It’s a day so unlike the day before the ruling, Nevadans say
There was this old guy in white socks and sandals and a straw hat, and he smiled as he went out the door carrying a sign.
There was a chubby girl in a rainbow tank top, and there were two skinny kids, sisters, and they carried signs, too. “Equality now,” one of them said. “2 moms makes a right,” said the other.
They were jubilant, giddy, even, the couple hundred people who baked in a parking lot in the middle of town so they could cheer, and chant, and marvel, really, at how different things are now.
“I never thought in my lifetime I’d see it,”
said Kat Welniak, one of the “2 moms” from the sign. “I honestly didn’t.” But everything changed Wednesday. In a 5-4 decision, the U.S. Supreme Court struck down a provision of a federal law that denied benefits to married gay couples. The court also passed on making a decision in a California case. While stopping short of invalidating all prohibitions on same-sex marriage, the no decision effectively cleared the way for such marriages to resume in California, probably within a month.
To celebrate, a coalition of Nevada groups staged a rally outside the Gay and Lesbian Community Center of Southern Nevada in Las Vegas. The crowd looked to be a couple of hundred strong, though it was hard to tell because, in the 100plus-degree heat, many people left the rally to go inside for quick blasts of air conditioning.
Speakers, who included elected officials and gay rights advocates, said the battle is not over in Nevada.
The Legislature this year passed a bill that could overturn the state’s constitutional ban on same-sex marriages. But it will need to pass again in the next session, and then the issue would need to go before voters in 2016.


Make an exact copy of each entry, leaving out every picture.

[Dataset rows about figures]
________________________

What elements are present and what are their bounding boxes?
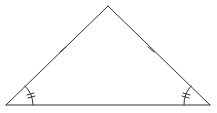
bottom-right-angle-arc — [184, 86, 191, 105]
triangle-diagram — [0, 0, 217, 113]
right-side — [108, 6, 210, 105]
bottom-left-angle-arc — [25, 86, 33, 105]
left-side-tick — [60, 47, 66, 52]
left-side — [6, 6, 108, 105]
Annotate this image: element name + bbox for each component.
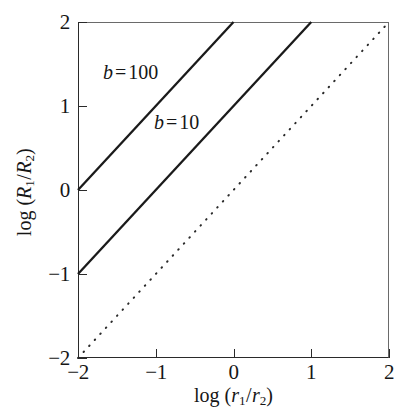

________________________

**Answer to this exercise:**
What elements are present and what are their bounding boxes?
bottom-right-angle-arc — [184, 86, 191, 105]
triangle-diagram — [0, 0, 217, 113]
right-side — [108, 6, 210, 105]
bottom-left-angle-arc — [25, 86, 33, 105]
left-side-tick — [60, 47, 66, 52]
left-side — [6, 6, 108, 105]
Annotate this image: element name + bbox for each component.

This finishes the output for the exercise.